Kate Grenville is the author of novels, short stories, and books on the writing process like The Writing Book: A Workbook for Fiction Writers.
What is your method for overcoming writer’s block?
For me, writing very often starts with a location. There'll be scenes in the book that have a place, even before they quite have characters and certainly long before there's a "story." To find an engine for the writing, I go to that place. I don't go with any particular aim or hope or intention. Really I just mooch around. (But I make sure I've got something to take notes with—though I don't let myself quite know that I'm making sure of that. That would be too intentional.)
What are your favorite or most helpful writing prompts?
Mooching around, sitting and listening to the sounds of the place, looking at the light, the way the shadows fall, and maybe even attempting a little pencil sketch—is a way of bypassing the policeman in the brain that says "You are writing a story and it had better be good!" Anything that gets around the idea of the end-product is going to work, because what paralyses the imagination is the pressure of thinking about the finished product—which, naturally, has to be perfect. The idea of perfection is the thief of inspiration.
What is the most valuable advice you received as a young writer?
So with my last book, set in the nineteenth century, I walked about, aimlessly, pointlessly, thoughtlessly, on various places I thought might contain some of what I was writing about. Some places have changed beyond recognition—the Sydney CBD is as different as it's possible from the bush that was there in the nineteenth century. But when you look at it in a certain way you can erase the skyscrapers and the bitumen and see a certain logic to the landscape—the stream here, the hill there, the secretive hidden headland over there. Other places, out in the bush, haven't changed so much.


PROBLEM STATEMENT: Go through the data line by line. Copy each one holding the string "scale".

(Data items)
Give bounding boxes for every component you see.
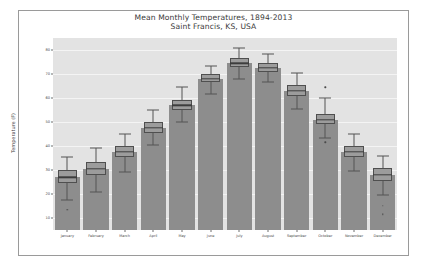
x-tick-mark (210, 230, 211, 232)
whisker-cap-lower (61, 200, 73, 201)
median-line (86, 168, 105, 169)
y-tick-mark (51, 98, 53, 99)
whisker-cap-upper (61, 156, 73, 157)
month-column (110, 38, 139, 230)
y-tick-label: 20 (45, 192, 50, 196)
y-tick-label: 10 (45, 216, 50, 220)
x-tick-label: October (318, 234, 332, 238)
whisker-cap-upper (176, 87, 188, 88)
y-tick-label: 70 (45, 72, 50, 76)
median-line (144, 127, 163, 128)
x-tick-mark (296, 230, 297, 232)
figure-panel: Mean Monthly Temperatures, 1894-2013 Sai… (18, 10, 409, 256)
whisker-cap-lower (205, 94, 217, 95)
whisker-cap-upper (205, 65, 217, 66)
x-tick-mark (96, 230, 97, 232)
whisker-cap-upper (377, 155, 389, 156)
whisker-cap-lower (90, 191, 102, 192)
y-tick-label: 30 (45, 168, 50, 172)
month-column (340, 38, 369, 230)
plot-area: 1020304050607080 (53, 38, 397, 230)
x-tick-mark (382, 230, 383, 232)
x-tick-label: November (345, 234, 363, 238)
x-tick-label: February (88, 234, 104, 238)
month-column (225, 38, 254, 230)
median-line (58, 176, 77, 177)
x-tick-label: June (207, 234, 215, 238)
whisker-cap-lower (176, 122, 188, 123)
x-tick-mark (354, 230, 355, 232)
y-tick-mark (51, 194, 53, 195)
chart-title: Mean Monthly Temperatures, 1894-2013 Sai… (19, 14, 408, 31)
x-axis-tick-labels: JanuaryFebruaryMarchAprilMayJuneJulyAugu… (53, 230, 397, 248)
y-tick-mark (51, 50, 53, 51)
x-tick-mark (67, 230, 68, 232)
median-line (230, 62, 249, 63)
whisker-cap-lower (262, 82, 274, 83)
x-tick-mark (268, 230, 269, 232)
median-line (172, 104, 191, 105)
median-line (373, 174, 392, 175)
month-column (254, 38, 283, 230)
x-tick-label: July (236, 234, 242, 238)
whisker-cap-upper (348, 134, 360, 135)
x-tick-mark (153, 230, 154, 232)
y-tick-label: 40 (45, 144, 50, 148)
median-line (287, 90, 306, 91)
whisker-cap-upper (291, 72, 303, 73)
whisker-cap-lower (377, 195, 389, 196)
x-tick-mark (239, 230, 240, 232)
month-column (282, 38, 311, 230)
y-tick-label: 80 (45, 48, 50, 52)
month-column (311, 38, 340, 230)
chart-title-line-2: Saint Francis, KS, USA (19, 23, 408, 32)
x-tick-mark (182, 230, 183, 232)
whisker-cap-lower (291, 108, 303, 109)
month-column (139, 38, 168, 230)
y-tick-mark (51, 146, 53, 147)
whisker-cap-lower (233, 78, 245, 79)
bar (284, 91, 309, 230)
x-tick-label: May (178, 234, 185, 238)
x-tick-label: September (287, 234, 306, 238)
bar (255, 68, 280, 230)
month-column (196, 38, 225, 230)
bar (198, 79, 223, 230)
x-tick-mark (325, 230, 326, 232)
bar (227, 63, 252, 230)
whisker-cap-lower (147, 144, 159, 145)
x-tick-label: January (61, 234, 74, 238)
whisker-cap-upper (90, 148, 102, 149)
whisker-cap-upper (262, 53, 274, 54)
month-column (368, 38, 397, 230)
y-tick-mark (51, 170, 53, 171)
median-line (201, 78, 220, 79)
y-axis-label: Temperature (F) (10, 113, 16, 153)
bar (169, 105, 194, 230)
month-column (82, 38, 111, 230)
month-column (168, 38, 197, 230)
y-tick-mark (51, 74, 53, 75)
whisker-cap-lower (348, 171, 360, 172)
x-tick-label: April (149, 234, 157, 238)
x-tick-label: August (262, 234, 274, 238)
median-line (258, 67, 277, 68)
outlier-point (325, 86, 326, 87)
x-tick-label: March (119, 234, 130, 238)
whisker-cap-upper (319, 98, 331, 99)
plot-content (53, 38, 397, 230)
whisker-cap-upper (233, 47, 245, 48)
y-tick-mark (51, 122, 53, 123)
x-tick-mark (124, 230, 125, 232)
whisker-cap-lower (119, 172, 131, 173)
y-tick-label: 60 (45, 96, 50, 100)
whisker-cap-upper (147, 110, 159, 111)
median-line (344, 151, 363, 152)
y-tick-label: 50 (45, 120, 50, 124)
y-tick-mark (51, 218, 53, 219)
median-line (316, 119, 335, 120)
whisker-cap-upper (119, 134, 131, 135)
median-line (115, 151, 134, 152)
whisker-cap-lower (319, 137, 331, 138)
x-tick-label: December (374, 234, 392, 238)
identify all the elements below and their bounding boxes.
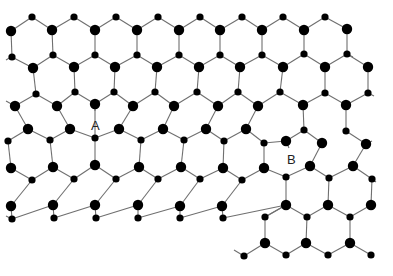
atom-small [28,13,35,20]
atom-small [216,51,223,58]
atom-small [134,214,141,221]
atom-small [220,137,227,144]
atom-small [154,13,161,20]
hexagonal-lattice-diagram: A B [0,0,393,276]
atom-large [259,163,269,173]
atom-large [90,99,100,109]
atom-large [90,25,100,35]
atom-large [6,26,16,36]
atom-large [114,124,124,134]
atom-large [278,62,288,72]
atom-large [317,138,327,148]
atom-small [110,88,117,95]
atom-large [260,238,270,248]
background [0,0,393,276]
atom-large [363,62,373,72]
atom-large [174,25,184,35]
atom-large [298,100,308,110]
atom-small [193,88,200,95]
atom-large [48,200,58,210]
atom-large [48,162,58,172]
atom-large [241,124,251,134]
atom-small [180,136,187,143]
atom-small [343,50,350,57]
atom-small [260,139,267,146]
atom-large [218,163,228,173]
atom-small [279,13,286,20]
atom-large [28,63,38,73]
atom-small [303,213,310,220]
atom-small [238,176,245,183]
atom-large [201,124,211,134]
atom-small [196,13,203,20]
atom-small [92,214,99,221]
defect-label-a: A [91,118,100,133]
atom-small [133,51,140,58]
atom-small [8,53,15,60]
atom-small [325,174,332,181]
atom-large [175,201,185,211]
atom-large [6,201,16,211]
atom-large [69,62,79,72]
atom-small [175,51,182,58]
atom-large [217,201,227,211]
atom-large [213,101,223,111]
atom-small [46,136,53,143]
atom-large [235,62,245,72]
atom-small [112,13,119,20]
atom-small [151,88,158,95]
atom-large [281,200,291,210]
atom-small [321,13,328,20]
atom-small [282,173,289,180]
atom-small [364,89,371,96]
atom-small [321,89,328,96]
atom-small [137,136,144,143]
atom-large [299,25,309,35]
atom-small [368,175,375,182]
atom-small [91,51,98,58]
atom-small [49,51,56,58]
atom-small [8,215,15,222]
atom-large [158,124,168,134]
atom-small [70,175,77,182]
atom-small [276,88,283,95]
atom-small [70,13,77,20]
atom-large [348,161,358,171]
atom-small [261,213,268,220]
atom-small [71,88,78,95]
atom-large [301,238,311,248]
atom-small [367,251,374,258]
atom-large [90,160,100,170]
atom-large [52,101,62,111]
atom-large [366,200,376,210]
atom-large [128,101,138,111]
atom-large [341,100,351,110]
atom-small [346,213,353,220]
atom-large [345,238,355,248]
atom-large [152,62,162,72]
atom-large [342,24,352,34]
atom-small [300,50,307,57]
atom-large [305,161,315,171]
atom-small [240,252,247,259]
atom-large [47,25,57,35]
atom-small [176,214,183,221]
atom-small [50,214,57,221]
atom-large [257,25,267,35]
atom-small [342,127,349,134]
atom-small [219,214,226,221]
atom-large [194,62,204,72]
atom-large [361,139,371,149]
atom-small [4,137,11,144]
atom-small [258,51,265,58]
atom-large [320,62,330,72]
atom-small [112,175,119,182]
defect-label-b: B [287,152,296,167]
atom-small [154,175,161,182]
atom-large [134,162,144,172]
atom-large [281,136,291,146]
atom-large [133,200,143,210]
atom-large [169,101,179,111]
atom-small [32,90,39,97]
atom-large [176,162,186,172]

...

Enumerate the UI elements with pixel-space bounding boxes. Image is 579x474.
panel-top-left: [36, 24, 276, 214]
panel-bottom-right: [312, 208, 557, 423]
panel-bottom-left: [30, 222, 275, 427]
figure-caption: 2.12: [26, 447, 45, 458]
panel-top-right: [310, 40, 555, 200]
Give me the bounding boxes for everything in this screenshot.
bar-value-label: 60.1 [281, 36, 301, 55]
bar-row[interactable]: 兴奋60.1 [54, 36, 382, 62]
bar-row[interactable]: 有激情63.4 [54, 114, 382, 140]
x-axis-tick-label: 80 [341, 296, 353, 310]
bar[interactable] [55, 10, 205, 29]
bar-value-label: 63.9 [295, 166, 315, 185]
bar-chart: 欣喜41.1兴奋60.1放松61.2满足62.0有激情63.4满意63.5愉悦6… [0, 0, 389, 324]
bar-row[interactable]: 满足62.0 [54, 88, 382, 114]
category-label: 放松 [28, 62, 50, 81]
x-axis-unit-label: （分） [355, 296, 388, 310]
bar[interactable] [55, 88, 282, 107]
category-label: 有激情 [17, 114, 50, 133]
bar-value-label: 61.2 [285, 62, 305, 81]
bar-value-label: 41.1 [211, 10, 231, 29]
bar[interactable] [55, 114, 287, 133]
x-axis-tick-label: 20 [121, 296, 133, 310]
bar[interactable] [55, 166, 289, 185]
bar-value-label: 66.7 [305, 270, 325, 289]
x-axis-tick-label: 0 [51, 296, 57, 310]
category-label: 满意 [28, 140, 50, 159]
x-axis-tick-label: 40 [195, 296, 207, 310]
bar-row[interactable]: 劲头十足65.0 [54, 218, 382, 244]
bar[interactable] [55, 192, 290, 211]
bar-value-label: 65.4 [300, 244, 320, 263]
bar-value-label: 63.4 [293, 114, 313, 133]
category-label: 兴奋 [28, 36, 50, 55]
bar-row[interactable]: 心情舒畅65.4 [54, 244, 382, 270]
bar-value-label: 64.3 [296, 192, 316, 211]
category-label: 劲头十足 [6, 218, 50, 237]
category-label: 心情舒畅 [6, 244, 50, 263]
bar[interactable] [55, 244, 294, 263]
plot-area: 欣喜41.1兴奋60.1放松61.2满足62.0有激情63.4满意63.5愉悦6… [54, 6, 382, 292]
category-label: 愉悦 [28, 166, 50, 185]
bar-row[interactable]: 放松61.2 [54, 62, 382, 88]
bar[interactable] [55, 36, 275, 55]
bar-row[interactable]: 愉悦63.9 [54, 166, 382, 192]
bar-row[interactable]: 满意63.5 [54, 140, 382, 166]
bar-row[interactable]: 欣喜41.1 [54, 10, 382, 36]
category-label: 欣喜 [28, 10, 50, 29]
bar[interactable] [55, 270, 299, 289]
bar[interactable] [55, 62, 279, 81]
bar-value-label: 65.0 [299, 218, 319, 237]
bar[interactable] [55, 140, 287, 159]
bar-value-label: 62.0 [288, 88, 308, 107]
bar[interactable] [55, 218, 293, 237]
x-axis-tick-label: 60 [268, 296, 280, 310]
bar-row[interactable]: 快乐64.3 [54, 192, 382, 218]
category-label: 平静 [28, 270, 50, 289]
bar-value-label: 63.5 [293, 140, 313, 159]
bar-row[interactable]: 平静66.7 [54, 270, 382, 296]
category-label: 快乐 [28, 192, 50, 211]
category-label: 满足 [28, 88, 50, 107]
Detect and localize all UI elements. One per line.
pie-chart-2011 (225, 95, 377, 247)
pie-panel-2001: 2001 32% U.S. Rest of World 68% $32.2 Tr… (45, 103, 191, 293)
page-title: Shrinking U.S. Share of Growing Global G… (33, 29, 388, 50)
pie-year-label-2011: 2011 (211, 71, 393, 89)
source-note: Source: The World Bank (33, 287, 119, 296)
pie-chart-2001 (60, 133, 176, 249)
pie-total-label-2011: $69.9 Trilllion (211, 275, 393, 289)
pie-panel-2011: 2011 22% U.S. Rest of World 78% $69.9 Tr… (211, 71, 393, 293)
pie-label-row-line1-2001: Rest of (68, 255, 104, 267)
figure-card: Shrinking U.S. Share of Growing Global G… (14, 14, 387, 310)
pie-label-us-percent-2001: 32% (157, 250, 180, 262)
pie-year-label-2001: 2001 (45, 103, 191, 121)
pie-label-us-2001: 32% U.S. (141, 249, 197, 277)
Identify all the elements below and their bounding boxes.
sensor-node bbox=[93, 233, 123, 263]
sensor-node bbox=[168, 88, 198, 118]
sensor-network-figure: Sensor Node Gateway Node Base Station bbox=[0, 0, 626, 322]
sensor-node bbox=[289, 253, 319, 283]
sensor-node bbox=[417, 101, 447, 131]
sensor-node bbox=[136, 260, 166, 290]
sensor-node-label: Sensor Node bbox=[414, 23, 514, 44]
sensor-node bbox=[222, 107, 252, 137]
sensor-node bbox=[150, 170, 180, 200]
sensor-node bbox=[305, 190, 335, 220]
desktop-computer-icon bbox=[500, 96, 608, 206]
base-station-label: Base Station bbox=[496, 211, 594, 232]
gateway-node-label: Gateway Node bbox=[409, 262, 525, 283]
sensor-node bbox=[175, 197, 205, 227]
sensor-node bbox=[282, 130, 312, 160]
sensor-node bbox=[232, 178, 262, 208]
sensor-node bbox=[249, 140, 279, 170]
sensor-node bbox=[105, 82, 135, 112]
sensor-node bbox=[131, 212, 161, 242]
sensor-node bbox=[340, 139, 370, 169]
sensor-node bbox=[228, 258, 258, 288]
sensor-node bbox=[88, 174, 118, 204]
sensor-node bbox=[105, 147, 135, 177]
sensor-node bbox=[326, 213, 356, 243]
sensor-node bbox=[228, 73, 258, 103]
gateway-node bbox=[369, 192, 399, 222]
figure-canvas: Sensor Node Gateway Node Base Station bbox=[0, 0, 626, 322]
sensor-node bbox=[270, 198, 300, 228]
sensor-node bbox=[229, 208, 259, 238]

--

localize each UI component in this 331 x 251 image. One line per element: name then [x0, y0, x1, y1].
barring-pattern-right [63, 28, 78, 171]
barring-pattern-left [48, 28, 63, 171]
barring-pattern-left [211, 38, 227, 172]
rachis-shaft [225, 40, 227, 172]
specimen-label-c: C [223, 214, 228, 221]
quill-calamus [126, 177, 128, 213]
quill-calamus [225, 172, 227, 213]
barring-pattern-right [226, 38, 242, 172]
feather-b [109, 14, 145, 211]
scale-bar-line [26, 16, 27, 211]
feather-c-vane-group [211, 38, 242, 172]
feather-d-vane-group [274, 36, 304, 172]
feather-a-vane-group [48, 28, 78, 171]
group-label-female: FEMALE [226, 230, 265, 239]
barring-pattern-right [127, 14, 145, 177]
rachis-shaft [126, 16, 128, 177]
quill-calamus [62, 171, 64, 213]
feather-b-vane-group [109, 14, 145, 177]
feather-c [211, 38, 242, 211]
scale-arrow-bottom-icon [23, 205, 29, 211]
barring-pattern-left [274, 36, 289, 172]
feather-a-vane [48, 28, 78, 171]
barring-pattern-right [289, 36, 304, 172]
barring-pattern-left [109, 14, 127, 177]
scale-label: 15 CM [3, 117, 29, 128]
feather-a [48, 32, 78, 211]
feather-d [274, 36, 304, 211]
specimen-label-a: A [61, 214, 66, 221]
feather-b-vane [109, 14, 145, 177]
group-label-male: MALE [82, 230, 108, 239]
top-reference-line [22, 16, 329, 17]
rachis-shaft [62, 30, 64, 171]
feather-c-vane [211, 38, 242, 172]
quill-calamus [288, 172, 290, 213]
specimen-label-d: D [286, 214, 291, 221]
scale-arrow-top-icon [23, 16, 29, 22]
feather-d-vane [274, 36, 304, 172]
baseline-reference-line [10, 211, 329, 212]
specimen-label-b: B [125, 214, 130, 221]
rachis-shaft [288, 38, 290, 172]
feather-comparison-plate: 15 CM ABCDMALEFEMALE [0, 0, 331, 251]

COMPLETED EXERCISE:
scale-bar-line [26, 16, 27, 211]
scale-arrow-bottom-icon [23, 205, 29, 211]
scale-label: 15 CM [3, 117, 29, 128]
scale-arrow-top-icon [23, 16, 29, 22]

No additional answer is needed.